The Nation: Justice’s War on Drug Treatment

[Charles] was a high school basketball star in Brooklyn who used his reputation to pursue a career dealing drugs and invested his profits in his habit. He tried several times to clean himself up. But counselling at Phoenix House didn’t work, nor did a stint in a methadone program, where he used fake names to obtain extra methadone to sell. He ended up in Arthur Kill [Correctional Facility] on felony extortion charge, and in 1979 entered Stay’n Out. After getting out of jail that same year, [Charles] found a job doing menial work in a meatpacking plant, and rose during the next seven years to become an assistant manager. He also received an Associate Degree in Child Behavior from Long Island University, and in 1987 returned to Arthur Kill and Stay’n Out as a counselor. “Some people in Washington may not believe in rehabilitation,” [Charles] says from behind his desk at the facility. “But this is where the truth lies. I am a spitting example.”

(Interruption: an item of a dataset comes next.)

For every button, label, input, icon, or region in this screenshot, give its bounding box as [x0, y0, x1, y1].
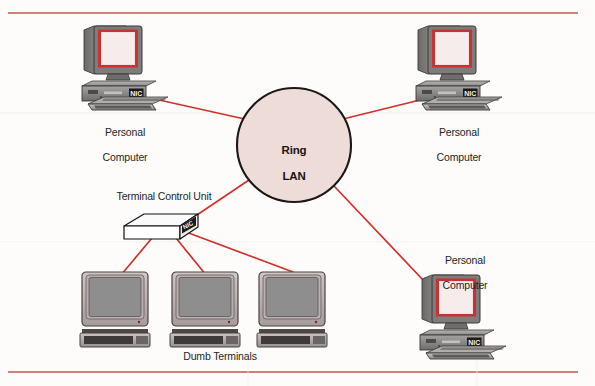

Stay’n Out, pioneered by Ronald Williams, a former heroin addict who helped start Phoenix House in 1967, takes convicts with a history of drug abuse who are within two years of parole and places them within units segregated from the general prison population… For anywhere from nine months to two years, they attend seminars and counseling sessions on subjects ranging from how to find an apartment to how to understand what led to their addiction. “The jailhouse mentality stops at the door,” Williams says. “They are residents, not inmates.”

May 14, 1990


BusinessWeek: A Real Chance for a Turnaround

In the tough world of criminal corrections, one wing at New York State’s Arthur Kill prison stands out. In neat dormitory rooms and in quiet halls, prisoners are doing their jobs: typing memos, organizing meetings, mopping floors. Here, one group attends an orientation lecture. There, a no-holds-barred encounter group is in full sway… This is Stay’n Out, a model drug-treatment program for hard-core criminal drug abusers.

…A handful of state prisons have had striking results with group-living programs such as Stay’n Out. Based on residential treatment communities, they isolate participants from other prisoners, reducing the influence of prison culture and enhancing a community sense.

Ronald Williams… says Stay’n Out’s focus is on improving self-esteem, attitude and behavior. That means getting convicts, most with long histories of drug abuse, failed drug treatment, and crime to adapt to mainstream society and buy into a work ethnic—in effect, “habilitating” them for the first time. If these issues are addressed effectively, “you’ll also stop using drugs,” he maintains.